Haters gotta hate

You couldn’t find more virulent cop haters in Oakland than these two: Cat Brooks (of the infamous Police Anti-Terror Project) and Rashidah Grinage (of the Coalition for Police Accountability, whose lies I wrote about last week).

Brooks & Grinage predictably reacted negatively to the good news that the Oakland Police Department is only a year away from being released from the Negotiated Settlement Agreement (NSA), under which they’ve suffered for nearly 20 years. For Brooks & Grinage, this is bad news; they want OPD to remain shackled by the discredited NSA. When U.S. District Court Judge William Orrick announced earlier this month that OPD can now enter a one-year probationary period, having met the vast majority of 51 conditions imposed upon it by the NSA, Brooks & Grinage hit the roof.

“Shameful!” hissed Grinage. “It scares me,” Brooks lamented.

Of course, we expect that kind of stuff from the cop-hating duo. What’s truly lamentable is the way some media outlets reported the latest developments. Take National Public Radio (NPR). We all know NPR veers toward the woke side, but when they wrote (on May 13) about Orrick’s decision, whom did NPR turn to for interviews? Yes, Brooks & Grinage.

Folks, I’ve been a journalist for a long time, and let me tell you how some unscrupulous reporters work. Let’s say something happens—in this case, Orrick’s decision. You have to write about it. You need quotes from reputable sources. Whom do you call? There are hundreds of possibilities in a case as important as the NSA, but you can’t call them all, of course, so you have some decisions to make. Do you call police critics? Yes, because you want your story to have some controversy. Brooks & Grinage will be in it, because you—the reporter—know they give good quote.

Of course, you also need to talk to someone from OPD; that’s basic. But do you also interview citizens who are happy that OPD is about to be released from the punitive NSA? You should. That would be fair and balanced journalism. You could call someone from the Coalition for a Better Oakland, the city’s leading (and pretty much only) group that supports OPD. We’re not hard to find. But you, the reporter, don’t even pretend to be fair and balanced. You, yourself, are rather anti-cop; you’re not about to give precious media space to cop supporters. So Brooks & Grinage get quoted ad nauseum about how horrible it all is. “If you go to East Oakland,” alleges Brooks, “they are still profiled and they are still harassed and tormented by OPD…But they are not a police department that this community trusts or should trust."

Despicable lies and propaganda. And dangerous; for this person to accuse OPD of “harassing and torturing” Black Oaklanders is close to slander, and her implication that cops are not trustworthy is bound to have a bad influence on vulnerable Oaklanders. Any reporter with a sense of professionalism should hear this and immediately determine to find someone to rebut it. But not NPR. They cheerfully publish this crap as if it were truth. Same with the San Francisco Chronicle, which actually allows Brooks her own column in which to smear OPD, issuing calumnies to which the paper allows no rebuttals.

This is what gives us, the Coalition for a Better Oakland, the motivation to work every day to counter the likes of Brooks & Grinage. It can seem like an uphill battle, with the media hopelessly prejudiced against the police, but it’s a battle that must be waged! And you, our members, are helping us wage it.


Tell how many lines contain the string "nugget" in the material underneath; the reply is that number and no more.

━━ MATERIAL PROVIDED

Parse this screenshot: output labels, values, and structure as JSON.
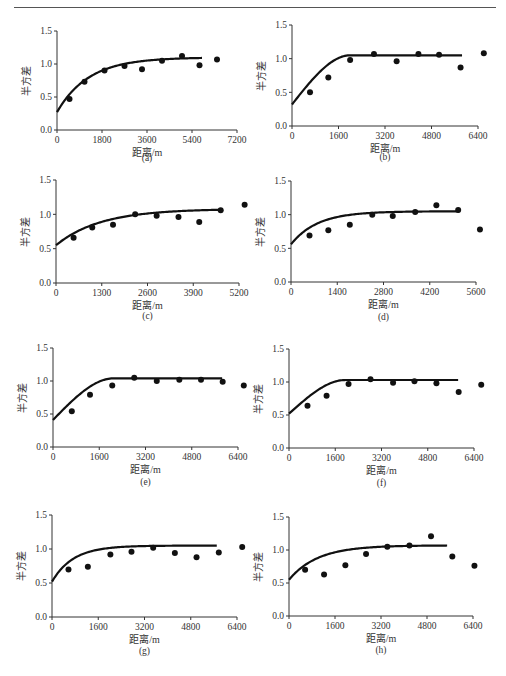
{
  "page": {
    "header_text": "",
    "figure_caption": ""
  },
  "axes_common": {
    "ylabel": "半方差",
    "xlabel": "距离/m",
    "yticks": [
      "0.0",
      "0.5",
      "1.0",
      "1.5"
    ]
  },
  "chart_data": [
    {
      "panel": "(a)",
      "type": "scatter",
      "title": "",
      "xlabel": "距离/m",
      "ylabel": "半方差",
      "xlim": [
        0,
        7200
      ],
      "ylim": [
        0,
        1.5
      ],
      "xticks": [
        0,
        1800,
        3600,
        5400,
        7200
      ],
      "yticks": [
        0.0,
        0.5,
        1.0,
        1.5
      ],
      "series": [
        {
          "name": "experimental",
          "x": [
            500,
            1100,
            1900,
            2700,
            3400,
            4200,
            5000,
            5700,
            6400
          ],
          "y": [
            0.47,
            0.73,
            0.9,
            0.97,
            0.92,
            1.05,
            1.12,
            0.98,
            1.07
          ]
        },
        {
          "name": "model",
          "kind": "exponential",
          "nugget": 0.27,
          "sill": 1.1,
          "range": 3800,
          "xmax": 5800
        }
      ]
    },
    {
      "panel": "(b)",
      "type": "scatter",
      "title": "",
      "xlabel": "距离/m",
      "ylabel": "半方差",
      "xlim": [
        0,
        6400
      ],
      "ylim": [
        0,
        1.5
      ],
      "xticks": [
        0,
        1600,
        3200,
        4800,
        6400
      ],
      "yticks": [
        0.0,
        0.5,
        1.0,
        1.5
      ],
      "series": [
        {
          "name": "experimental",
          "x": [
            620,
            1250,
            2000,
            2820,
            3600,
            4350,
            5060,
            5800,
            6600
          ],
          "y": [
            0.5,
            0.72,
            0.98,
            1.07,
            0.96,
            1.07,
            1.06,
            0.87,
            1.08
          ]
        },
        {
          "name": "model",
          "kind": "spherical",
          "nugget": 0.32,
          "sill": 1.05,
          "range": 2000,
          "xmax": 5900
        }
      ]
    },
    {
      "panel": "(c)",
      "type": "scatter",
      "title": "",
      "xlabel": "距离/m",
      "ylabel": "半方差",
      "xlim": [
        0,
        5200
      ],
      "ylim": [
        0,
        1.5
      ],
      "xticks": [
        0,
        1300,
        2600,
        3900,
        5200
      ],
      "yticks": [
        0.0,
        0.5,
        1.0,
        1.5
      ],
      "series": [
        {
          "name": "experimental",
          "x": [
            500,
            1030,
            1620,
            2250,
            2860,
            3480,
            4070,
            4680,
            5360
          ],
          "y": [
            0.66,
            0.81,
            0.85,
            1.0,
            0.98,
            0.96,
            0.89,
            1.06,
            1.14
          ]
        },
        {
          "name": "model",
          "kind": "exponential",
          "nugget": 0.55,
          "sill": 1.08,
          "range": 3800,
          "xmax": 4700
        }
      ]
    },
    {
      "panel": "(d)",
      "type": "scatter",
      "title": "",
      "xlabel": "距离/m",
      "ylabel": "半方差",
      "xlim": [
        0,
        5600
      ],
      "ylim": [
        0,
        1.5
      ],
      "xticks": [
        0,
        1400,
        2800,
        4200,
        5600
      ],
      "yticks": [
        0.0,
        0.5,
        1.0,
        1.5
      ],
      "series": [
        {
          "name": "experimental",
          "x": [
            560,
            1130,
            1780,
            2460,
            3080,
            3760,
            4400,
            5060,
            5720
          ],
          "y": [
            0.69,
            0.77,
            0.85,
            1.0,
            0.98,
            1.04,
            1.14,
            1.07,
            0.78
          ]
        },
        {
          "name": "model",
          "kind": "exponential",
          "nugget": 0.56,
          "sill": 1.05,
          "range": 2400,
          "xmax": 5100
        }
      ]
    },
    {
      "panel": "(e)",
      "type": "scatter",
      "title": "",
      "xlabel": "距离/m",
      "ylabel": "半方差",
      "xlim": [
        0,
        6400
      ],
      "ylim": [
        0,
        1.5
      ],
      "xticks": [
        0,
        1600,
        3200,
        4800,
        6400
      ],
      "yticks": [
        0.0,
        0.5,
        1.0,
        1.5
      ],
      "series": [
        {
          "name": "experimental",
          "x": [
            650,
            1280,
            2050,
            2810,
            3590,
            4370,
            5120,
            5870,
            6600
          ],
          "y": [
            0.54,
            0.79,
            0.93,
            1.05,
            1.0,
            1.02,
            1.02,
            0.99,
            0.93
          ]
        },
        {
          "name": "model",
          "kind": "spherical",
          "nugget": 0.41,
          "sill": 1.04,
          "range": 2100,
          "xmax": 5900
        }
      ]
    },
    {
      "panel": "(f)",
      "type": "scatter",
      "title": "",
      "xlabel": "距离/m",
      "ylabel": "半方差",
      "xlim": [
        0,
        6400
      ],
      "ylim": [
        0,
        1.5
      ],
      "xticks": [
        0,
        1600,
        3200,
        4800,
        6400
      ],
      "yticks": [
        0.0,
        0.5,
        1.0,
        1.5
      ],
      "series": [
        {
          "name": "experimental",
          "x": [
            640,
            1300,
            2060,
            2820,
            3600,
            4340,
            5100,
            5870,
            6650
          ],
          "y": [
            0.64,
            0.79,
            0.97,
            1.04,
            0.99,
            1.01,
            0.98,
            0.85,
            0.96
          ]
        },
        {
          "name": "model",
          "kind": "spherical",
          "nugget": 0.52,
          "sill": 1.03,
          "range": 1950,
          "xmax": 5900
        }
      ]
    },
    {
      "panel": "(g)",
      "type": "scatter",
      "title": "",
      "xlabel": "距离/m",
      "ylabel": "半方差",
      "xlim": [
        0,
        6400
      ],
      "ylim": [
        0,
        1.5
      ],
      "xticks": [
        0,
        1600,
        3200,
        4800,
        6400
      ],
      "yticks": [
        0.0,
        0.5,
        1.0,
        1.5
      ],
      "series": [
        {
          "name": "experimental",
          "x": [
            570,
            1240,
            2020,
            2750,
            3500,
            4250,
            5000,
            5770,
            6580
          ],
          "y": [
            0.7,
            0.74,
            0.92,
            0.96,
            1.02,
            0.94,
            0.88,
            0.95,
            1.03
          ]
        },
        {
          "name": "model",
          "kind": "exponential",
          "nugget": 0.52,
          "sill": 1.05,
          "range": 2200,
          "xmax": 5700
        }
      ]
    },
    {
      "panel": "(h)",
      "type": "scatter",
      "title": "",
      "xlabel": "距离/m",
      "ylabel": "半方差",
      "xlim": [
        0,
        6400
      ],
      "ylim": [
        0,
        1.5
      ],
      "xticks": [
        0,
        1600,
        3200,
        4800,
        6400
      ],
      "yticks": [
        0.0,
        0.5,
        1.0,
        1.5
      ],
      "series": [
        {
          "name": "experimental",
          "x": [
            560,
            1220,
            1960,
            2680,
            3420,
            4190,
            4940,
            5680,
            6450
          ],
          "y": [
            0.7,
            0.63,
            0.77,
            0.94,
            1.05,
            1.07,
            1.21,
            0.9,
            0.76
          ]
        },
        {
          "name": "model",
          "kind": "exponential",
          "nugget": 0.55,
          "sill": 1.07,
          "range": 3000,
          "xmax": 5500
        }
      ]
    }
  ],
  "layout": {
    "panels": [
      {
        "x0": 57,
        "x1": 237,
        "ytop": 31,
        "ybot": 130,
        "cap_y": 161
      },
      {
        "x0": 292,
        "x1": 478,
        "ytop": 25,
        "ybot": 126,
        "cap_y": 160
      },
      {
        "x0": 56,
        "x1": 239,
        "ytop": 180,
        "ybot": 283,
        "cap_y": 319
      },
      {
        "x0": 291,
        "x1": 476,
        "ytop": 181,
        "ybot": 282,
        "cap_y": 320
      },
      {
        "x0": 53,
        "x1": 238,
        "ytop": 348,
        "ybot": 447,
        "cap_y": 485
      },
      {
        "x0": 289,
        "x1": 474,
        "ytop": 349,
        "ybot": 448,
        "cap_y": 486
      },
      {
        "x0": 52,
        "x1": 237,
        "ytop": 515,
        "ybot": 617,
        "cap_y": 654
      },
      {
        "x0": 289,
        "x1": 473,
        "ytop": 517,
        "ybot": 616,
        "cap_y": 653
      }
    ]
  }
}
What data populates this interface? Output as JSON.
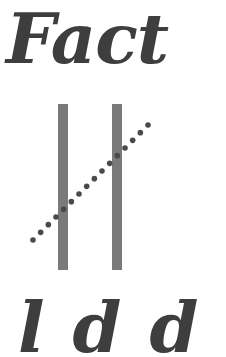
{
  "title": "Fact",
  "bottom_text": "ldd",
  "colors": {
    "ink": "#3e3e3e",
    "bar": "#7a7a7a",
    "dot": "#4a4a4a",
    "background": "#ffffff"
  },
  "figure": {
    "bars": [
      {
        "x": 58,
        "y": 104,
        "width": 10,
        "height": 166
      },
      {
        "x": 112,
        "y": 104,
        "width": 10,
        "height": 166
      }
    ],
    "dots": {
      "count": 16,
      "start": [
        33,
        240
      ],
      "end": [
        148,
        125
      ],
      "radius": 2.8
    }
  }
}
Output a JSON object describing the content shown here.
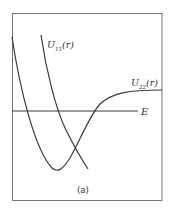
{
  "figure": {
    "caption": "(a)",
    "curve_u11_label": "U",
    "curve_u11_sub": "11",
    "curve_u11_arg": "(r)",
    "curve_u22_label": "U",
    "curve_u22_sub": "22",
    "curve_u22_arg": "(r)",
    "energy_label": "E",
    "line_color": "#3a3a3a",
    "frame_color": "#555555"
  }
}
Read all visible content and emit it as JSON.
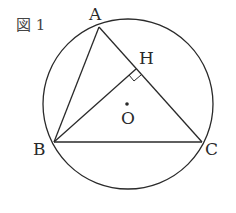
{
  "figure": {
    "caption": "図 1",
    "stroke_color": "#2a2a2a",
    "background": "#ffffff"
  },
  "points": {
    "A": {
      "label": "A",
      "x": 99,
      "y": 27
    },
    "B": {
      "label": "B",
      "x": 54,
      "y": 142
    },
    "C": {
      "label": "C",
      "x": 202,
      "y": 142
    },
    "H": {
      "label": "H",
      "x": 135,
      "y": 70
    },
    "O": {
      "label": "O",
      "x": 127,
      "y": 104
    }
  },
  "circle": {
    "cx": 128,
    "cy": 104,
    "r": 85
  },
  "segments": [
    "AB",
    "AC",
    "BC",
    "BH"
  ],
  "annotations": {
    "right_angle_at": "H"
  }
}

━━━━

## SOLUTION BELOW:
8